Monday, September 1, 2008

Zodiac


I seriously cannot stop watching this movie. Anthony Edwards is amazing in his small role – pure detective detection, looking the riddle in the eye and knowing there is no solution, keeping the frustration trained in his irises. The San Francisco skyline is straight from the 1970s. Wow! Computers, huhn? Opening sequence begs the question: why must we keep looking for the dark side of Donavan, the poor Hurdy Gurdy bananapeel smoker? (Just ask either Country Joe or the rolly-polly Fishheads!) A little less exposition (involving Downey Jr. who is a GREAT actor and thus tremendously distracting – as much so as the aquamarine cocktails he shares prematurely w/ our flea-on-the-back-of-detection neuter, Jake G) and this movie might just have risen Mr. Fincher into the ranks of the very greatest. The light and production design do way more work here than the storyboard, for the first time in a Fincher (this is the man who built Panic Room on his Power Book before he ever even quarantined the poor actors). The melodrama is entirely overdone but refreshing from a man from whom we normally expect teenage kicks and sagging pricks. This is at least a much better film than Spike Lee’s hilariously stupid Son of Sam Italian-hate-on (part __ in his wild assault on all Italian Americans – although thankfully SpikeTV didn’t get to rub ice on any nipples in that shit). Once again, this film is about light, set design, and temporally complex time-image storytelling. Hitchcock would have loved this film. However! Hitchcock would also have forgotten about this film after a single brandy and a dispiriting phonecall. It is, after all is said and done, the only Fincher what breathes, though.

3 comments:

pcd said...

I agree that Zodiac has been his best film in years. It didn't surpass Se7en or its goofy, yet unflinching follow-up, The Game (1997), with Michael Douglas as a human eyelash in need of a spiritual wipe/blink.

Zodiac was grand, gorgeous filmmaking. So good that you tolerate Gyllenhall's stargazing shoegum histrionics for 45 FUCKING MIUNUTES. Major hit-and-miss. First two acts were well done. Aside from time-lapse montage and Ruffalo/Edwards central line, I liked the yellowcab death scene.

Wonderful that picked up on Donovan. Chilling ending, too.

Cowberry Filmflam said...

The Game was definitely my previous favorite and might be again someday. I don't have my own copy so I haven't had a chance to revisit it over and over like some – you know – masochistic cartoonist neuter obsessive. The endings of both Se7en and The Game (and Fight Club) were also amazing. He does know how to pull those out of his top hat, to be sure. I also will never get Morgan Freeman and the metronome out of my head, that was brilliant. It just strikes me that Zodiac is the submarine best calibrated for repeated submersions because it is a felt project (impressionist, even) instead of one that’s been felt up.

pcd said...

that's so funny that we both re-watch the same movies repeatedly. I remember after Life Aquatic came out on the Criterion 2-disc we both watched it for a week straight as well. Zodiac I stole from the internet, but watched it seven or eight times that first week.

Just saw The Station Agent, this gentle fist of a fish-out-of-water comedy. Watched that repeatedly too.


What you need to do: Pull from the data below each line where the word "rqueue" occurs, and copy it.

Supplied information:

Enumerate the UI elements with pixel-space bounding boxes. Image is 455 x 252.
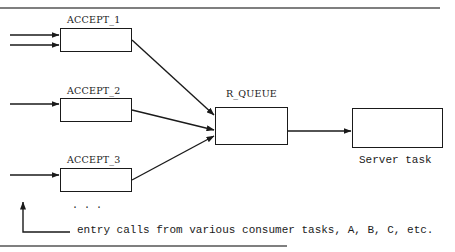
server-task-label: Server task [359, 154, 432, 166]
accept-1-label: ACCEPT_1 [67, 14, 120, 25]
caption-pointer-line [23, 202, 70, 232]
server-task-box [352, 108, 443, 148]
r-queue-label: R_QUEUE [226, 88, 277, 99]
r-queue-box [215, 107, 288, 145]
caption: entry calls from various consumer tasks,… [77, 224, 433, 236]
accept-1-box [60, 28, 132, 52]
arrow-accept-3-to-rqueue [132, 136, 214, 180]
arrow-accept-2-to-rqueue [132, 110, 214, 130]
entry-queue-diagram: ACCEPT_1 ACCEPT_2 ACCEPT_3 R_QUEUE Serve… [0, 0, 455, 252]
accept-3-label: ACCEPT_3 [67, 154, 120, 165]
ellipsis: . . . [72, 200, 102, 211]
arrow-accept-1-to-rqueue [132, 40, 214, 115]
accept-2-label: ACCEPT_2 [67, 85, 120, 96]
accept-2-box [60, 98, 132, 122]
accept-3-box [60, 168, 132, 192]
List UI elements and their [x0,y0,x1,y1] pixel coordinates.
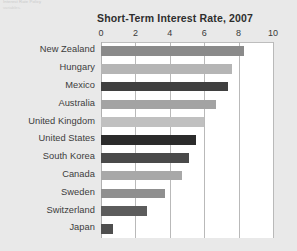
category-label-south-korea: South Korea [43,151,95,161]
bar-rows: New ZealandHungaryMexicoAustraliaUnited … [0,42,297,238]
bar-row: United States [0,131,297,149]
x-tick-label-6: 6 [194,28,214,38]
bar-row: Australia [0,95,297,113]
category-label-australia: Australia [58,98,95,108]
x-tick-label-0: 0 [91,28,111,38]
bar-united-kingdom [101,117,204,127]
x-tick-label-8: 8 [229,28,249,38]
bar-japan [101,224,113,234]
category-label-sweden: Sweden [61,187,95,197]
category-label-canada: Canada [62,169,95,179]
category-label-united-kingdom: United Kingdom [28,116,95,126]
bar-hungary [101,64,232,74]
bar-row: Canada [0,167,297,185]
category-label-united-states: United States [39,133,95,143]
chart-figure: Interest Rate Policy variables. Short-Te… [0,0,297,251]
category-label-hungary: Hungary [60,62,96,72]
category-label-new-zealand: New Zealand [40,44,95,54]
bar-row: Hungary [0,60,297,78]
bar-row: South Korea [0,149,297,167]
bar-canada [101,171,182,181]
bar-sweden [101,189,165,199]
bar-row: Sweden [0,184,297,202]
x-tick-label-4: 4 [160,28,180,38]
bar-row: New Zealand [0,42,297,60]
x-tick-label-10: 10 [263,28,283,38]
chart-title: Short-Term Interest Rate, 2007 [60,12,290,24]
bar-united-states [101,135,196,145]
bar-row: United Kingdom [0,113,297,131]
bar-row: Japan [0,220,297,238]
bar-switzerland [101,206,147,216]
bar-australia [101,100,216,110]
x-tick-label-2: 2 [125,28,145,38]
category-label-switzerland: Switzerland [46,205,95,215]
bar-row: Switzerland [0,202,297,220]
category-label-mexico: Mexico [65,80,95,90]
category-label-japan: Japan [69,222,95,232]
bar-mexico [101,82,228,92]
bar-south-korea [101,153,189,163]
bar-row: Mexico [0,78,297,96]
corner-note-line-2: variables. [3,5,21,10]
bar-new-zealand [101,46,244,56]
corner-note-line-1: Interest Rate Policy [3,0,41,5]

Result of this task:
arrow-accept-3-to-rqueue [132, 136, 214, 180]
arrow-accept-2-to-rqueue [132, 110, 214, 130]
arrow-accept-1-to-rqueue [132, 40, 214, 115]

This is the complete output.